Reviews

House by the Edge of the Lake (1979)

A bloody hand reaches out from a lake and drowns a lady in a rowboat. Meanwhile, a blind girl plays with a headless doll and a dead chicken hangs from a tree. A paranormal researcher named Lillian goes to a house by the edge of a lake. It’s less of a house and more of an Italian villa with vaulted ceilings and harbingers of death. Lillian finds a toad in her bed.

Lillian has come to investigate the lake, which is haunted by a lady named Kyra. Did you know that “The Lady of the Lake” folktale is about a guy who hits his wife? A dude marries a lady who lives in a lake, hits her three times, and she leaves his ass and returns to the lake. The end. In some versions of the tale, the guy hits her “gently” for crying at a wedding or laughing at a funeral. The moral of the story is don’t hit your wife. Also, don’t emote. But mostly, don’t hit your wife.
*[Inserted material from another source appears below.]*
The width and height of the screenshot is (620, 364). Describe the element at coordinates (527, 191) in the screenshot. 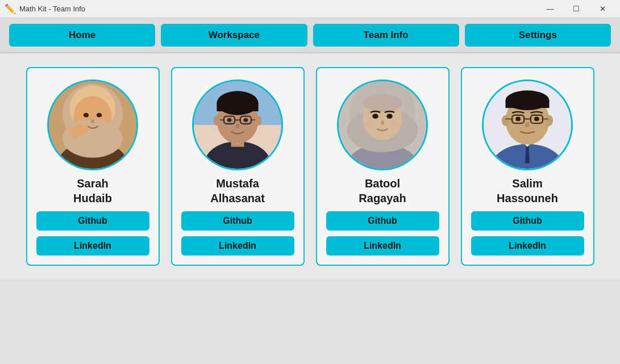

I see `member-name-salim: Salim Hassouneh` at that location.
A wild-haired witch named Lilith communes with Kyra in a cave scrawled with a mysterious symbol. It’s supposed to be an ancient rune, but it looks like a kid’s drawing of a butthole. There are buttholes everywhere—carved into rocks, etched into walls, scratched into statutes. In a cemetery nearby, Lillian makes loves to a gentleman friend. Lilith writhes and touches herself as Lillian climaxes—it’s classic Italian sleaze. Lillian passes out with her eyes open and the gentleman friend panics and drives off a cliff. Explosion! This begins a pattern of sex, masturbation, and death. With occasional visions of an old lady cloaked in black and a dark figure with a scythe. The elderly couple who owns the house is hiding a secret. But, what is it?
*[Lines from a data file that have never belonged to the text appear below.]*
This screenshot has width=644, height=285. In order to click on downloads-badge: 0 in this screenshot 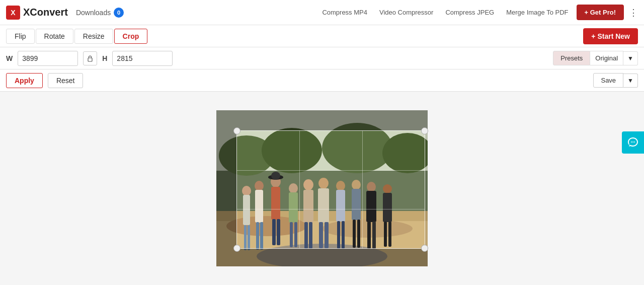, I will do `click(119, 13)`. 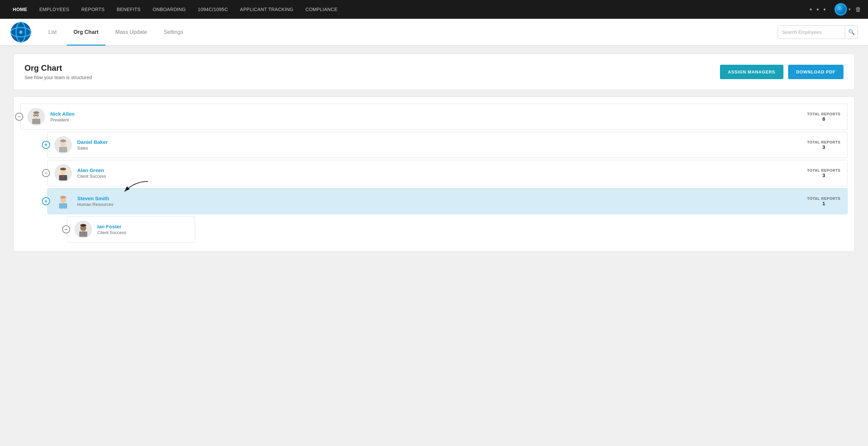 What do you see at coordinates (447, 201) in the screenshot?
I see `employee-wrapper-steven-smith: +` at bounding box center [447, 201].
In other words, House by the Edge of the Lake is nothing like House on the Edge of the Park. Don’t let the title confuse you. This film does not contain home invasion, rape, or David Hess, and–for better or worse–no one gets peed on. House by the Edge of the Lake is a solid offering from the man who gave the world 1990: Bronx Warriors, Enzo G. Castellari. This movie is less about gore or cheap twists or over-the-top violence, and more about mood and setting. There are stone castles shrouded in fog and empty houses filled with voices and the occasional ghostly meow. There are crumbling statues, a church bell speckled with lichen, shadows that stretch over walls, and a little girl in a white dress who runs in slow motion on the banks of a cursed lake. While House by the Edge of the Lake is not as gorgeously ominous as anything by Jean Rollin, there is still plenty of arresting imagery—a wooden cart of dead chicks, a car trunk filled with filthy dolls, a carnival with people wearing oversized papier-mâché masks. There’s a lot to absorb and enjoy, even though there’s not not a lot that goes on in terms of plot. It certainly contains plenty of scenes where people talk endlessly about curses and local lore. Still, there’s just enough sleaze to make it fun. This isn’t an Italian beast that ever gets out of control or unhinged; it’s not terribly ambitious or graphic. House by the Edge of the Lake is not meant to shock or even make you cringe. Rather, it relaxes and numbs in a pleasant, almost narcotic way. Castellari throws in all the tropes—a séance around a fire, a black cat with yellow eyes, a blind little girl who can see all, a hand that reaches from the grave—but somehow it doesn’t feel stale.

There’s accidental incest in this movie, but it’s no big deal.